It was the 1963-64 school year and the fifth grade talent show was fast approaching. Being only a spectator was not an option. Everyone had to have an act, a talent to display.
My friend Max at Powerpop has declared “Beatles Week” and invited others to write about “a favorite Beatle song”. (In another part of the same post he invites folks to write about “their favorite Beatles song”, an important distinction in my eyes. Who can have a single favorite from their catalog? I’ve written about the my problem of declaring favorites before.) This post will appear over there sometime, but I’m guessing there is not a lot of overlap between us, so you see it here first. Maybe you’ll want to stroll over there and see what others have to say about The Beatles this week. It should last at least 8 days.
A classmate approached me about joining an act with a couple of friends. When I asked about the act he was very secretive. He couldn’t tell me what the act was until I agreed to be in it. Once he told me, I couldn’t back out. Note I called him a “classmate”, not a “friend”. I didn’t trust him enough to go along blindly with this. Besides, I already had my act together. What was my act? I have no idea. What was their act? That still sticks in my mind 60 years later.
Four guys took the stage. Each had a rag mop on his head, dyed black and trimmed just so. Three of them held brooms – no mere air guitar for them. The fourth was, of course, Ringo. They lip-synched to “I Want to Hold Your Hand”. It wasn’t my favorite Beatles song even then. I bought the single of “She Loves You” but I didn’t buy “I Want to Hold Your Hand”. It seemed like the sort of song that reinforced parental stereotypes about pop music (and “She loves you, yeah, yeah, yeah” didn’t?) with its simplistic lyrics about holding hands. (Image from WebRestaurantStore)
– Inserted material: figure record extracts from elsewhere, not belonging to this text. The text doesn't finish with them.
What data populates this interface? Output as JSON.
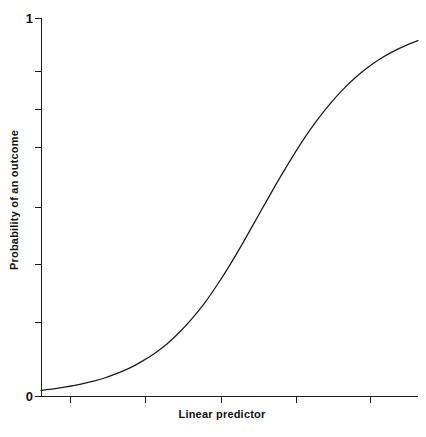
{
  "chart_data": {
    "type": "line",
    "title": "",
    "xlabel": "Linear predictor",
    "ylabel": "Probability of an outcome",
    "xlim": [
      -6,
      6
    ],
    "ylim": [
      0,
      1
    ],
    "grid": false,
    "legend": null,
    "x_tick_labels": [
      "",
      "",
      "",
      "",
      ""
    ],
    "y_tick_labels": [
      "1",
      "",
      "",
      "",
      "",
      "",
      "0"
    ],
    "y_tick_values": [
      1,
      0.8333,
      0.6667,
      0.5,
      0.3333,
      0.1667,
      0
    ],
    "y_axis_max_label": "1",
    "y_axis_min_label": "0",
    "series": [
      {
        "name": "logistic",
        "x": [
          -6.0,
          -5.6,
          -5.2,
          -4.8,
          -4.4,
          -4.0,
          -3.6,
          -3.2,
          -2.8,
          -2.4,
          -2.0,
          -1.6,
          -1.2,
          -0.8,
          -0.4,
          0.0,
          0.4,
          0.8,
          1.2,
          1.6,
          2.0,
          2.4,
          2.8,
          3.2,
          3.6,
          4.0,
          4.4,
          4.8,
          5.2,
          5.6,
          6.0
        ],
        "y": [
          0.015,
          0.019,
          0.024,
          0.03,
          0.038,
          0.047,
          0.059,
          0.073,
          0.091,
          0.112,
          0.137,
          0.168,
          0.204,
          0.245,
          0.293,
          0.345,
          0.401,
          0.46,
          0.519,
          0.577,
          0.632,
          0.684,
          0.731,
          0.773,
          0.81,
          0.842,
          0.869,
          0.892,
          0.911,
          0.927,
          0.94
        ]
      }
    ]
  },
  "axes": {
    "y_top_label": "1",
    "y_bottom_label": "0",
    "x_title": "Linear predictor",
    "y_title": "Probability of an outcome"
  }
}
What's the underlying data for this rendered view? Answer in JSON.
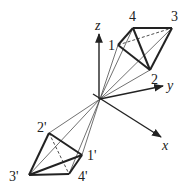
{
  "diagram": {
    "origin": [
      100,
      99
    ],
    "axes": [
      {
        "name": "z",
        "label": "z",
        "end": [
          99,
          33
        ],
        "label_pos": [
          95,
          28
        ]
      },
      {
        "name": "y",
        "label": "y",
        "end": [
          163,
          86
        ],
        "label_pos": [
          167,
          90
        ]
      },
      {
        "name": "x",
        "label": "x",
        "end": [
          161,
          137
        ],
        "label_pos": [
          162,
          150
        ]
      }
    ],
    "upper_tetrahedron": {
      "vertices": [
        {
          "id": "1",
          "label": "1",
          "pos": [
            118,
            45
          ],
          "label_pos": [
            108,
            48
          ]
        },
        {
          "id": "2",
          "label": "2",
          "pos": [
            150,
            70
          ],
          "label_pos": [
            151,
            84
          ]
        },
        {
          "id": "3",
          "label": "3",
          "pos": [
            172,
            28
          ],
          "label_pos": [
            172,
            20
          ]
        },
        {
          "id": "4",
          "label": "4",
          "pos": [
            133,
            28
          ],
          "label_pos": [
            129,
            20
          ]
        }
      ]
    },
    "lower_tetrahedron": {
      "vertices": [
        {
          "id": "1p",
          "label": "1'",
          "pos": [
            82,
            155
          ],
          "label_pos": [
            88,
            158
          ]
        },
        {
          "id": "2p",
          "label": "2'",
          "pos": [
            49,
            133
          ],
          "label_pos": [
            37,
            131
          ]
        },
        {
          "id": "3p",
          "label": "3'",
          "pos": [
            29,
            175
          ],
          "label_pos": [
            10,
            180
          ]
        },
        {
          "id": "4p",
          "label": "4'",
          "pos": [
            69,
            174
          ],
          "label_pos": [
            79,
            180
          ]
        }
      ]
    },
    "colors": {
      "stroke": "#222222",
      "background": "#ffffff"
    }
  }
}
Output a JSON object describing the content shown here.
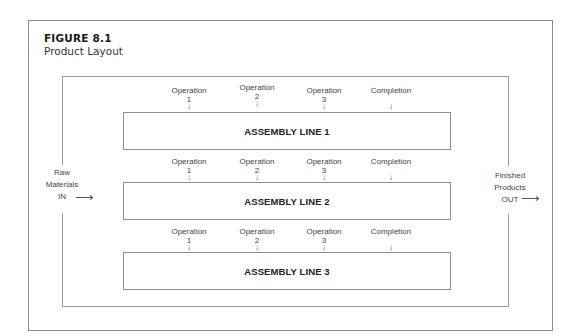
{
  "figure": {
    "number": "FIGURE 8.1",
    "title": "Product Layout"
  },
  "input": {
    "lines": [
      "Raw",
      "Materials",
      "IN"
    ],
    "arrow": "⟶"
  },
  "output": {
    "lines": [
      "Finished",
      "Products",
      "OUT"
    ],
    "arrow": "⟶"
  },
  "stations": [
    {
      "label": "Operation",
      "num": "1"
    },
    {
      "label": "Operation",
      "num": "2"
    },
    {
      "label": "Operation",
      "num": "3"
    },
    {
      "label": "Completion",
      "num": ""
    }
  ],
  "station_arrow": "↓",
  "assembly_lines": [
    {
      "label": "ASSEMBLY LINE 1"
    },
    {
      "label": "ASSEMBLY LINE 2"
    },
    {
      "label": "ASSEMBLY LINE 3"
    }
  ]
}
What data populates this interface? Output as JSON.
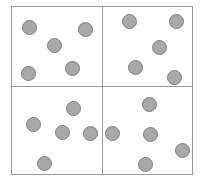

On February 9, 1964, the US saw The Beatles in person for the first time, on The Ed Sullivan Show. Those of us in the know had seen them a month before on grainy, low fidelity video on Jack Paar.
They had appeared in an NBC News story on November 18, 1963. The news was more about Beatlemania than about the music, though they did acknowledge that The Beatles wrote some of their own songs. Early coverage of the band was more from a sense of amusement at the phenomenon of those crazy teenagers than it was about the music.
“I Want to Hold Your Hand” was not received with universal acclaim in the US. Esquire music critic David Newman wrote, ‘Terrible awful. …It’s the bunk. The Beatles are indistinguishable from a hundred other similar loud and twanging rock-and-roll groups. They aren’t talented singers (as Elvis was), they aren’t fun (as Elvis was), they aren’t anything.”
On the other hand, it did reach #1 in most western countries (stalling at #6 in Belgium and Finland). In the US it was replaced at #1 by “She Loves You”. In the UK, the order was reversed. It was subsequently released in German as “Komm, gib mir diene Hand” – that version also received US airplay. They recorded in German (just this and “She Loves You”) because the German division of their record company was convinced their records wouldn’t sell in English – despite the fact that they cut their teeth as musicians in Hamburg.
Contrast Newman with Rob Sheffield’s assessment in the Rolling Stone Album Guide (40 years later): “Just check out ‘I Want to Hold Your Hand,’ which explodes out of the speakers with the most passionate singing, drumming, lyrics, guitars, and girl-crazy howls ever – it’s no insult to the Beatles to say they never topped this song because nobody else has either … It’s the most joyous three minutes in the history of human noise.”
So what made them such a big deal? We were used to “singing groups” lip-synching their latest single on American Bandstand, complete with orchestration and fadeout. These were actual musicians. They played and sang at the same time. Of course, they weren’t the first, but it was still somewhat unusual in the pop music world. And they wrote their own songs. Sure, they covered American R&B (“Twist and Shout”, “Roll Over Beethoven”) Girl Group hits (“Chains”, “Boys”), and even show tunes (“A Taste of Honey”, “Til There Was You”) but the list of hit songs (and great songs) they wrote is too long to recount here. Some singers can produce great harmonies in a studio with multiple takes and overdubs, but The Beatles sounded great live in an era without monitors (and with fans screaming loudly enough that they might not have heard themselves even with monitors).
I went to a summer camp that had a carnival with games. One game involved headphones through which a few notes of a Beatles tune were played. Your challenge was speed in identifying the song. How many notes did you need? How quickly could you answer? With what other band would you play that game? What other band went so far in the 7 years during which they released albums in the US?
“I Want to Hold Your Hand” is far from the best Beatles song, it’s not my favorite Beatles song, and it wasn’t even the first Beatles song. But it was the only one that dominated the fifth grade talent show at Winnequah School and made 4 boys instantly popular. I was not one of them.